Tales of woe: Query performance
The nuts and bolts of putting together a decent data warehouse are not that hard. You just need to get the I/O right ;-)
OK, in reality there is a little more to it: you need to make sure you store the correct granularity of data, you have all of the right constraints in place (plus all those other helpful bits of metadata that the query optimizer uses), the right backup and recovery regime, some useful pre-built summaries, a blisteringly fast ETL (preferably set-based) load process and enough grunt to delivery the data to the users. Not rocket science (but perhaps hard enough for people to want to employ me)
But the hard thing is to plan for those ad-hoc user queries created in a drag and drop query tool. Typically, the user picks columns from a palette of available data objects and drops them on to a canvas representing a report, graph, cross-tab or whatever. But sometimes I have the sneaking impression that the intellect of the mouse they are using to create these reports somehow transfers to the user's brain. Just because it is easy to create a report on the screen does not mean it is simple to get the information back from the data warehouse.
Recently I have seen users looking for all of the customers that spent more than £1000 on a single item by looking at every item sold across 200 stores for a whole year and wondering why the query takes more than a few hours to run - looking at the SQL running against the database we are hitting the base fact table, finding about quarter a billion sales lines then using a having clause to isolate the results we need. Given a little thought about what the data means it is quite possible to do a few smart things - there is only one row per item per customer per store per day so we don't really need to aggregate and use a having clause, and it would be much better to filter the items first to only include those that cost more than the threshold value - that way we just do a bitmap index join on a big data set, a lot of work, still not quick, but achievable.

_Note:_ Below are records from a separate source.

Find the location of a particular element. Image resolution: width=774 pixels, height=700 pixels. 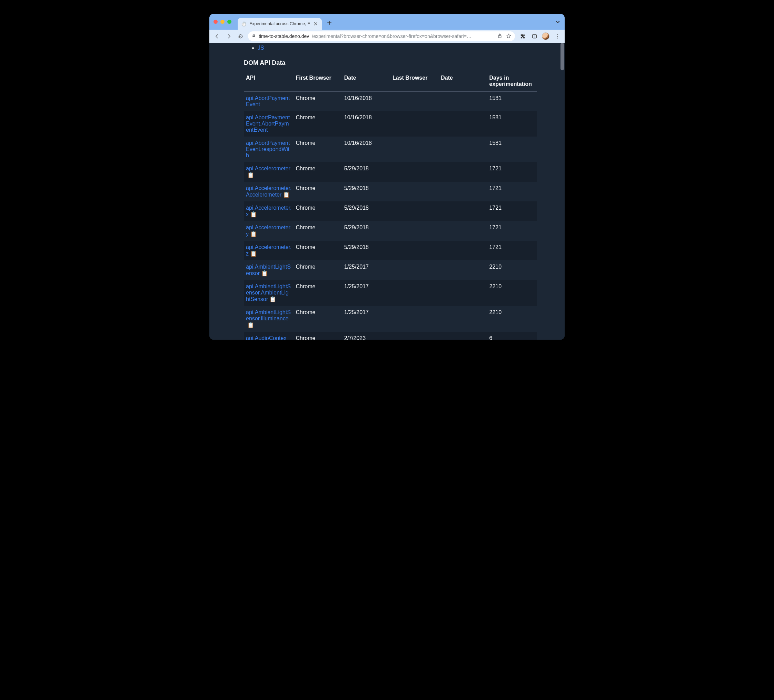

bookmark-button is located at coordinates (509, 36). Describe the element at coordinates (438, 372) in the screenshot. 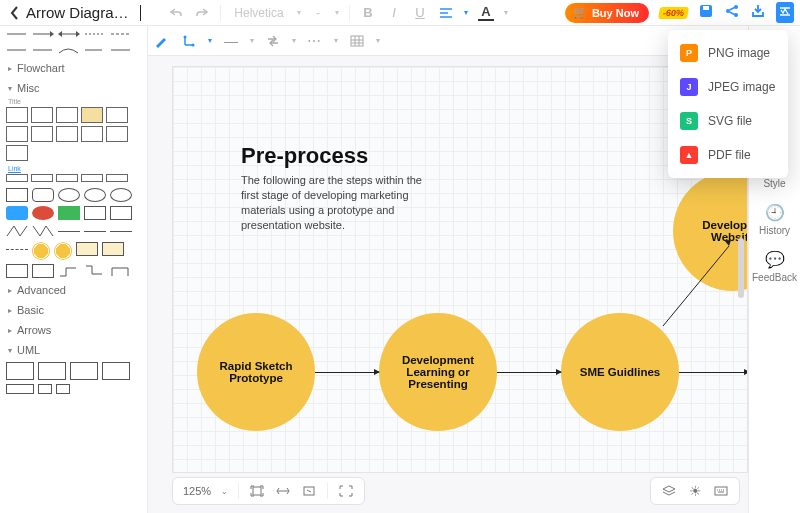

I see `node-development-learning: Development Learning or Presenting` at that location.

But it is not always the user's fault. I saw one slow query today where the user concatenated a store code and its name to create a meaningful long description and then used that in a query predicate. The query was of course slow running with a full-tablescan of the dimension table, change the predicate to a single column match and it runs in less than five seconds using a bitmap index. Our fault was not predicting that a user wants to use long descriptions and to create the required column and a suitable index in advance.